=== Section Start ===
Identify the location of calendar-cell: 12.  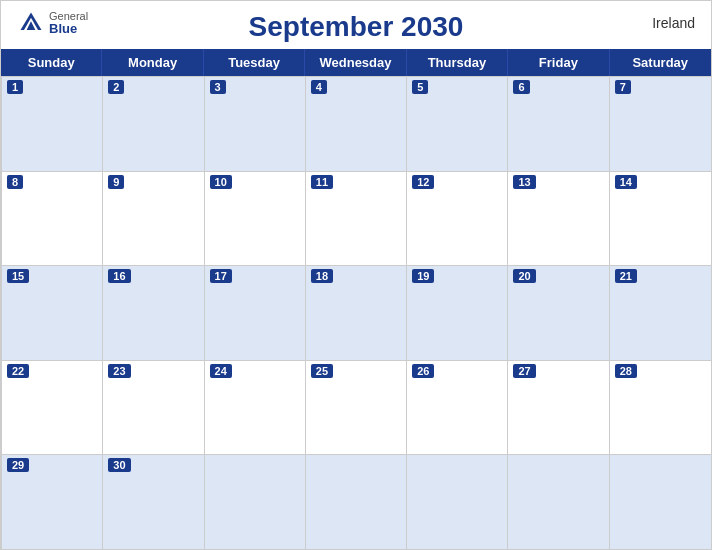
(458, 219).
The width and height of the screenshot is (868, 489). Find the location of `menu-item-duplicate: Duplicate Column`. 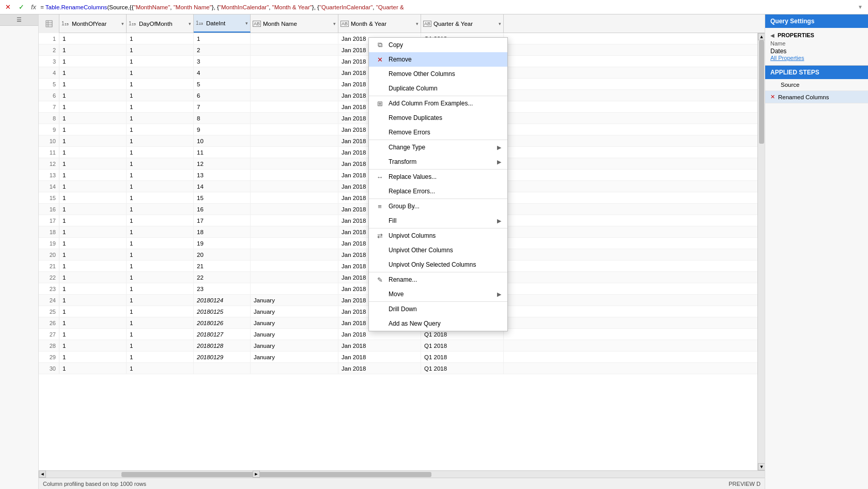

menu-item-duplicate: Duplicate Column is located at coordinates (438, 88).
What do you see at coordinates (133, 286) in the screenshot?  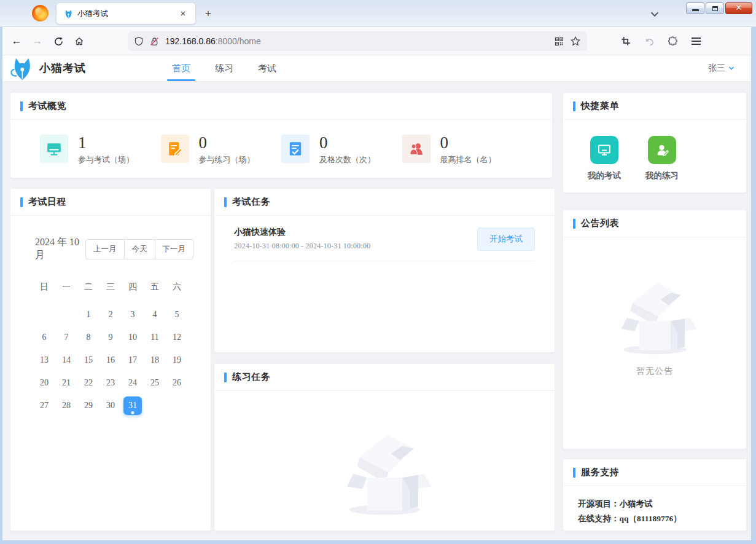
=== Section End ===
- Activity: For this exercise, return the data above exactly and leave every picture out.

- Your solution:
Identify the location of calendar-cell: 12.  
(458, 219).
The width and height of the screenshot is (868, 489). Find the location of `menu-item-duplicate: Duplicate Column`. 

menu-item-duplicate: Duplicate Column is located at coordinates (438, 88).
What do you see at coordinates (133, 286) in the screenshot?  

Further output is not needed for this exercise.